The effect of this scenario on water quality can be assessed by comparing the leaching water nitrate concentration calculated by the GRAFS model between the current and the scenarized situation (Figure 6). Further, coupling GRAFS and Riverstrahler models shows how nitrate concentration would be reduced in the drainage network of the different rivers of the Western Atlantic façade and English Channel [Desmit et al. 2018; Garnier et al. 2019b, 2022b], reducing the risks of coastal eutrophication (Figure 4b).
Greenhouse gas emissions by agriculture are also predicted to be drastically reduced in this agro-ecological scenario, owing to reduced livestock numbers (hence reduction of methane emissions) and suppression of synthetic N fertilizers (hence reduction of CO2 emissions for fertilizer synthesis and N2O emissions from cropland (Figure 7).

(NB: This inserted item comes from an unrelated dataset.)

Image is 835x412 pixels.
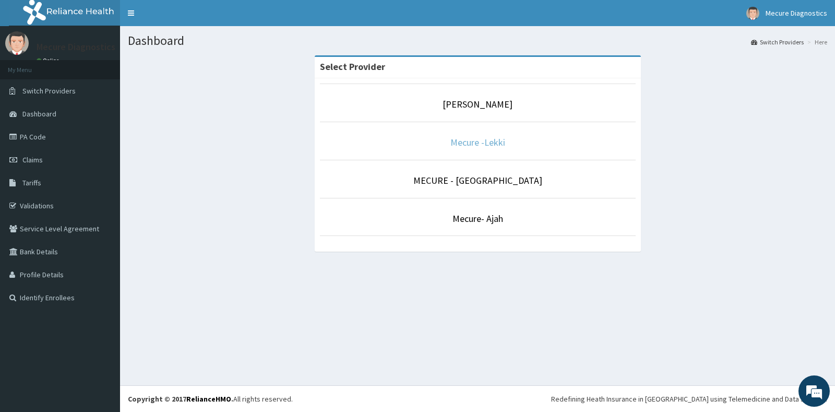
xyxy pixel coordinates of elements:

For the Seine Basin, the Great West and France as a whole, the contribution of agriculture to total greenhouse gas emissions in terms of CO2 equivalent is estimated to have reduced by 33%, 74% and 50% respectively [Garnier et al. 2019a, 2022a].
6. Conclusions
The water-agro-food continuum concept, gradually developed in the past 30 years, was a guide for dealing with the tremendous complexity of the intertwined challenges of food production, international trade, environmental quality and climate changes. It stresses the central role that agriculture and food supply play in a globalized world. It has helped conceiving a vision of our future where these challenges would be met altogether. These challenges are global in nature as they ultimately concern the whole planet. However, the solutions, just like the research on which they are based, needs to be rooted in territories. The Seine watershed, from that perspective was a very fruitful case study, because it is a paradigmatic example of a territory organized around a huge metropolis of global significance, ans well as a highly specialized agricultural area with extremely intensive farming practices. This is likely to be one of the main reasons for the exceptional longevity and productivity of the PIREN-Seine program.
Conflicts of interest
Authors have no conflict of interest to declare.
Acknowledgments
The authors wish to express their deep gratitude to all their students and collaborators who, since three decades, were involved in the gradual elaboration of the approaches exposed in this paper. Ghislain de Marsily welcomed both of us in his lab where he ensured the best scientific environment for developing creative and interdisciplinary research. We are extremely grateful to him for his openness and attention. His catchphrase was: “I let the researchers do the research they want, because that is what they do best!”.